Thursday, August 23, 2012

About killing


25.

For a long time, the poor in our society have eaten animal protein because it was the only high-protein food available. The belief was universally held that meat was an essential food. In rural areas, many people kept a cow, a pig, sheep and chickens to provide their families with food, clothing fabrics and many other useful commodities. But the question of feeding and caring for domesticated animals presented people with a dilemma. Humans have a great capacity for love and caring. Farmers are no different and believe they truly do care for their animals. The relationship of trust and cooperation between man and animal has always been important to anyone who farms them, but that mutual trust is broken by putting the animal to death.

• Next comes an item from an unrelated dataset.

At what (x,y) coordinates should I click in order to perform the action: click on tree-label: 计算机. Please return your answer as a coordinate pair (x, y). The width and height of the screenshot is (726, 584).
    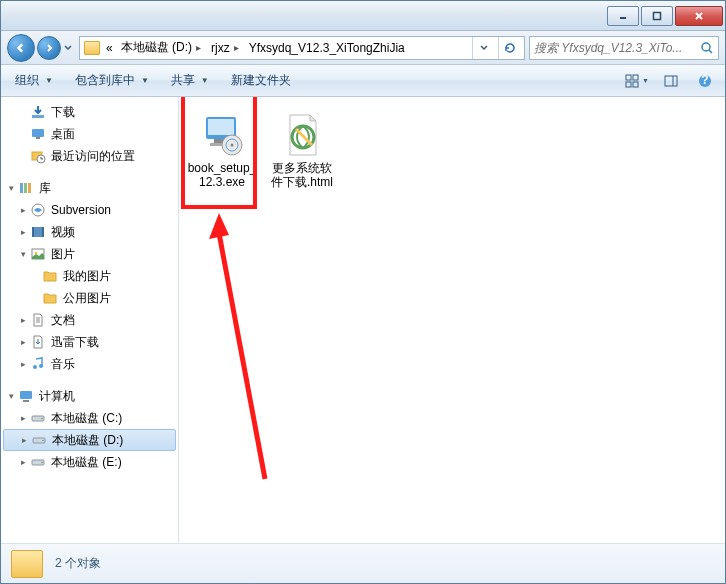
    Looking at the image, I should click on (57, 396).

To get around this, most people who had animals, who lived amongst them almost as friends, preferred not to do their own killing or even witness it. The meat and by-products were considered vital food and important sources of cash, but the inevitable betrayal of the living animal meant that only limited affection could be felt or shown to any individual animal during its life.
            The act of attacking a captive animal in the clinical confines of the modern abattoir is not that much different to the roped-down animal being slaughtered in the farmyard or backyard. The animal’s terror is unavoidable, whatever type of death it faces. Whether we call it murder, slaughter or betrayal, it happens to every domesticated animal used for food, whether it is killed for its carcass or killed when it becomes no longer economically viable or productive. There is no such thing as showing gratitude to an animal for all the milk or eggs or wool it has produced by sending it into retirement.